His earlier books include: Gra peryferyjna: Polska politologia w globalnym polu nauk społecznych (A Peripheral Game: Polish Political Sciences in the Global Field of Social Sciences, co-authored with Tomasz Warczok, Warszawa, 2016), Totem inteligencki: Arystokracja, szlachta i ziemiaństwo w polskiej przestrzeni społecznej (An Intelligentsia’s Totem: Aristocracy, nobility and landowners in the Polish social space, co-authored with Rafał Smoczyński, Warszawa, 2017), Peryferie. Nowe ujęcia zależności centro-peryferyjnych (Peripheries. New approaches to centre-periphery relations, Warsaw: Scholar, 2009), Kapitał kulturowy. Inteligencja w Polsce i Rosji (Cultural Capital. The Intelligentsia in Poland and Russia, Warszawa 2008), New Regional Identities and Strategic Essentialism. Case studies from Poland, Italy and Germany (co-author, Münster: LIT Verlag, 2007), Region jako kontekst zachowań politycznych, (Region as a Context of Political Behavior, Warszawa, 2002). His articles appeared in such journals as “Communist and Post-Communist Studies,” “East European Politics and Societies,” “Europe-Asia Studies,” “GeoForum,” “Journal of Communist Studies and Transition Politics,” “Kultura i Społeczeństwo,” “Russian Education & Society,” “Theory and Society” and several others.

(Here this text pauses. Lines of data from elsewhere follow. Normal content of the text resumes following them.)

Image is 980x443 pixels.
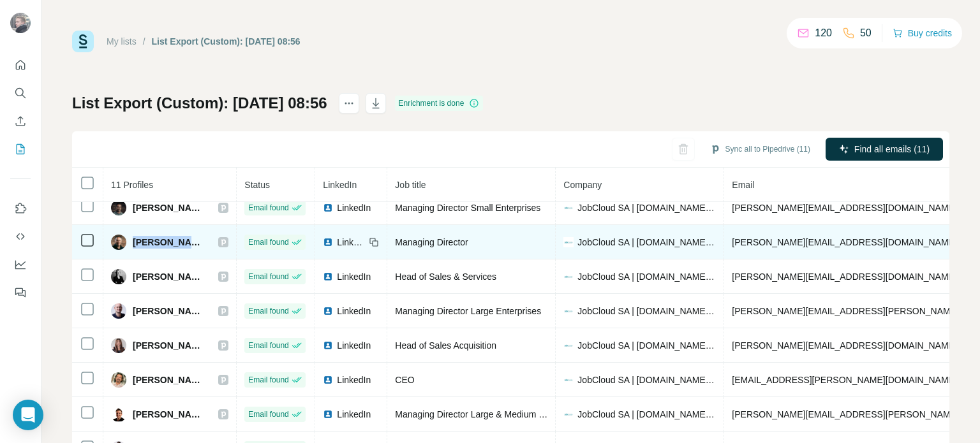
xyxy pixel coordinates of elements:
span: JobCloud SA | [DOMAIN_NAME] - [DOMAIN_NAME] [577,408,716,421]
button: actions [339,93,360,114]
img: LinkedIn logo [323,409,333,419]
span: [PERSON_NAME][EMAIL_ADDRESS][DOMAIN_NAME] [732,237,956,247]
button: Enrich CSV [10,110,31,132]
img: LinkedIn logo [323,306,333,316]
span: Managing Director Large Enterprises [395,306,541,316]
img: company-logo [564,202,573,213]
img: Avatar [10,12,31,33]
img: company-logo [564,375,573,385]
span: JobCloud SA | [DOMAIN_NAME] - [DOMAIN_NAME] [577,304,716,318]
img: LinkedIn logo [323,272,333,281]
span: Email found [248,236,289,248]
span: LinkedIn [337,270,371,283]
span: JobCloud SA | [DOMAIN_NAME] - [DOMAIN_NAME] [577,270,716,283]
span: JobCloud SA | [DOMAIN_NAME] - [DOMAIN_NAME] [577,374,716,386]
img: LinkedIn logo [323,375,333,385]
button: Find all emails (11) [826,138,943,161]
img: Avatar [111,304,126,319]
div: Open Intercom Messenger [12,399,44,431]
span: CEO [395,375,414,385]
span: Managing Director Large & Medium Enterprises [395,409,584,419]
img: company-logo [564,340,573,351]
span: Head of Sales & Services [395,272,496,281]
button: Sync all to Pipedrive (11) [701,139,819,159]
p: 50 [860,26,872,41]
img: Avatar [111,372,126,388]
span: [EMAIL_ADDRESS][PERSON_NAME][DOMAIN_NAME] [732,375,956,385]
span: [PERSON_NAME] [133,408,205,421]
span: Email [732,180,754,190]
span: [PERSON_NAME] [133,304,205,318]
button: Dashboard [10,253,31,276]
span: Email found [248,271,289,282]
div: Enrichment is done [395,96,484,111]
span: JobCloud SA | [DOMAIN_NAME] - [DOMAIN_NAME] [577,201,716,214]
span: JobCloud SA | [DOMAIN_NAME] - [DOMAIN_NAME] [577,339,716,351]
span: [PERSON_NAME][EMAIL_ADDRESS][DOMAIN_NAME] [732,272,956,281]
div: List Export (Custom): [DATE] 08:56 [152,35,301,48]
button: Search [10,82,31,105]
img: Avatar [111,234,126,250]
span: Head of Sales Acquisition [395,340,496,351]
img: Avatar [111,338,126,353]
span: [PERSON_NAME] [133,201,205,214]
span: Company [564,180,602,190]
img: LinkedIn logo [323,340,333,351]
li: / [143,35,146,48]
img: company-logo [564,237,573,247]
span: LinkedIn [337,408,371,421]
img: company-logo [564,306,573,316]
span: LinkedIn [337,339,371,351]
span: [PERSON_NAME][EMAIL_ADDRESS][DOMAIN_NAME] [732,340,956,351]
button: My lists [10,138,31,161]
span: Email found [248,202,289,214]
span: [PERSON_NAME][EMAIL_ADDRESS][DOMAIN_NAME] [732,202,956,213]
a: My lists [107,36,137,46]
span: Status [244,180,270,190]
span: [PERSON_NAME] [133,270,205,283]
span: LinkedIn [337,236,365,249]
span: [PERSON_NAME] [133,236,205,249]
img: LinkedIn logo [323,237,333,247]
span: Email found [248,374,289,385]
span: LinkedIn [337,374,371,386]
img: Avatar [111,269,126,284]
span: LinkedIn [337,201,371,214]
img: LinkedIn logo [323,202,333,213]
span: Job title [395,180,425,190]
span: Find all emails (11) [854,143,929,155]
span: Managing Director [395,237,468,247]
span: [PERSON_NAME] [133,374,205,386]
button: Quick start [10,53,31,76]
button: Buy credits [893,24,952,42]
img: company-logo [564,272,573,281]
span: 11 Profiles [111,180,153,190]
button: Use Surfe API [10,225,31,248]
span: Email found [248,408,289,420]
button: Feedback [10,281,31,304]
img: Avatar [111,406,126,422]
span: Email found [248,305,289,317]
span: Managing Director Small Enterprises [395,202,541,213]
span: [PERSON_NAME] [133,339,205,351]
span: JobCloud SA | [DOMAIN_NAME] - [DOMAIN_NAME] [577,236,716,249]
span: LinkedIn [337,304,371,318]
img: Surfe Logo [72,31,94,52]
h1: List Export (Custom): [DATE] 08:56 [72,93,328,114]
button: Use Surfe on LinkedIn [10,197,31,220]
img: Avatar [111,200,126,216]
span: Email found [248,340,289,351]
span: LinkedIn [323,180,357,190]
img: company-logo [564,409,573,419]
p: 120 [815,26,832,41]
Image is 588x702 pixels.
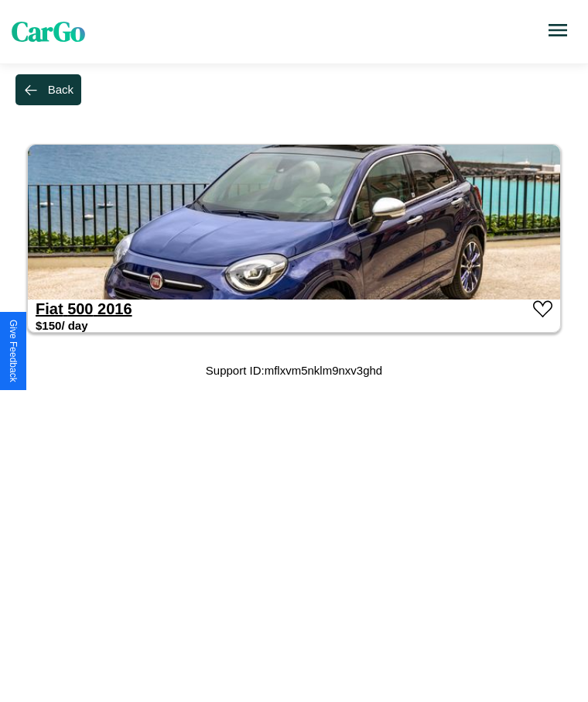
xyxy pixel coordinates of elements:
[36,300,132,318] a: Fiat 500 2016
[36,319,88,332] h3: $ 150 / day
[7,320,18,383] div: Give Feedback
[12,13,85,50] span: CarGo
[48,83,73,96] div: Back
[205,360,383,381] p: Support ID: mflxvm5nklm9nxv3ghd
[16,74,82,106] button: Back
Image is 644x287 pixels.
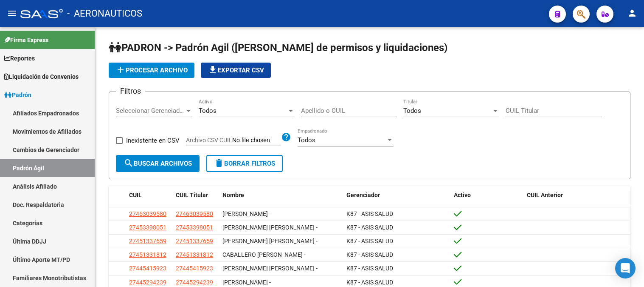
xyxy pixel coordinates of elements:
span: [PERSON_NAME] [PERSON_NAME] - [223,237,317,244]
h3: Filtros [116,85,145,97]
span: CUIL Titular [176,191,208,198]
span: Buscar Archivos [124,160,192,167]
span: 27453398051 [129,224,166,231]
span: Exportar CSV [208,67,264,74]
span: Todos [298,136,315,144]
button: Buscar Archivos [116,154,200,172]
mat-icon: person [627,8,637,18]
span: [PERSON_NAME] - [223,278,271,285]
span: Liquidación de Convenios [4,72,79,82]
span: PADRON -> Padrón Agil ([PERSON_NAME] de permisos y liquidaciones) [109,41,448,54]
span: 27445294239 [176,278,213,285]
span: Activo [454,191,471,198]
input: Archivo CSV CUIL [232,137,281,144]
span: Todos [403,107,421,114]
span: 27453398051 [176,224,213,231]
span: 27445415923 [129,264,166,271]
span: 27451337659 [129,237,166,244]
button: Procesar archivo [109,62,195,78]
span: Gerenciador [346,191,380,198]
span: Archivo CSV CUIL [186,137,232,143]
button: Exportar CSV [201,62,271,78]
span: Seleccionar Gerenciador [116,107,185,114]
datatable-header-cell: Nombre [219,186,343,204]
span: K87 - ASIS SALUD [346,264,393,271]
span: 27463039580 [129,210,166,217]
span: 27451331812 [176,251,213,258]
button: Borrar Filtros [206,154,283,172]
span: CUIL Anterior [527,191,563,198]
datatable-header-cell: CUIL Titular [173,186,219,204]
span: - AERONAUTICOS [67,4,142,23]
span: Reportes [4,54,35,63]
span: Inexistente en CSV [126,135,180,146]
span: Firma Express [4,35,48,45]
span: CUIL [129,191,142,198]
span: K87 - ASIS SALUD [346,224,393,231]
span: K87 - ASIS SALUD [346,251,393,258]
span: K87 - ASIS SALUD [346,210,393,217]
span: Padrón [4,90,32,99]
span: 27445415923 [176,264,213,271]
span: Procesar archivo [116,67,188,74]
span: Nombre [223,191,244,198]
span: 27463039580 [176,210,213,217]
span: 27451337659 [176,237,213,244]
mat-icon: help [281,132,291,142]
span: [PERSON_NAME] [PERSON_NAME] - [223,224,317,231]
mat-icon: delete [214,158,224,168]
div: Open Intercom Messenger [615,258,635,278]
mat-icon: file_download [208,65,218,75]
span: 27451331812 [129,251,166,258]
datatable-header-cell: CUIL [125,186,173,204]
mat-icon: add [116,65,125,75]
datatable-header-cell: Activo [450,186,523,204]
span: [PERSON_NAME] - [223,210,271,217]
span: K87 - ASIS SALUD [346,278,393,285]
span: 27445294239 [129,278,166,285]
span: Borrar Filtros [214,160,275,167]
span: K87 - ASIS SALUD [346,237,393,244]
mat-icon: search [124,158,134,168]
datatable-header-cell: CUIL Anterior [523,186,630,204]
span: Todos [199,107,216,114]
span: [PERSON_NAME] [PERSON_NAME] - [223,264,317,271]
span: CABALLERO [PERSON_NAME] - [223,251,306,258]
mat-icon: menu [7,8,17,18]
datatable-header-cell: Gerenciador [343,186,450,204]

[1] Tomasz Zarycki, Ziemie utracone, ziemie posiadane: normatywne uwikłania krytyki dyskursu kresowego (Lands lost, lands owned: A normative entanglement of the critique of the Kresy discourse), [in:] B. Płonka-Syroka, M. Dąsal, K. Marchel (ed.); “Doświadczenie pokoleniowe a perspektywa osobista” (Generational experience and the personal perspective), Wydawnictwo DiG, Warsaw 2016, pp. 81–96.
[2] Cf. Jan Kieniewicz, Kresy jako przestrzeń europejska, (Kresy as a European Space) [in:] J. Purchla (ed.) “Dziedzictwo kresów – nasze wspólne dziedzictwo?” (Legacy of Kresy: Our Shared Legacy?), Międzynarodowe Centrum Kultury, Krakow 2006, pp. 13–24.
[3] Jan Sowa, Fantomowe ciało króla. Peryferyjne zmagania z nowoczesną formą (The phantom body of the king: Peripheral wrestling with modern form), Universitas, Krakow 2011.
[4] Andrzej Jaszczuk, Liberalna Atlantyda. Główne nurty liberalizmu polskiego 1870-1939 (Liberal Atlantis: The main trends in Polish liberal thought 1870–1939), KB, Warsaw 1999.
[5] Tomasz Zarycki, Aleksander Lednicki i los jego środowiska, Polonii w Rosji na przełomie XIX i XX wieku jako zwierciadło przemian polskiego pola władzy (Aleksander Lednicki and the fate of his milieu: The Polonia in Russia at the turn of the 19th and 20th centuries as a mirror of the transformations in the Polish power structure), in: “Sprawy Narodowościowe,” 42/2013, 67–83.
[6] Magdalena Grochowska, Ich wyspy Galapagos. Co łączyło Czesława Miłosza z Jerzym Giedroyciem. (Their Galapagos Islands: What Czesław Miłosz and Jerzy Giedroyć had in common), “Gazeta Wyborcza”, 18–19 August 2012, pp. 24–25.
[7] Tomasz Zarycki, Ideologies of Eastness in Central and Eastern Europe, Routledge, London 2014.
[8] Tomasz Zarycki, Uses of Russia: The Role of Russia in the Modern Polish National Identity, in: “East European Politics and Societies,” 18, 2004, pp. 595–627.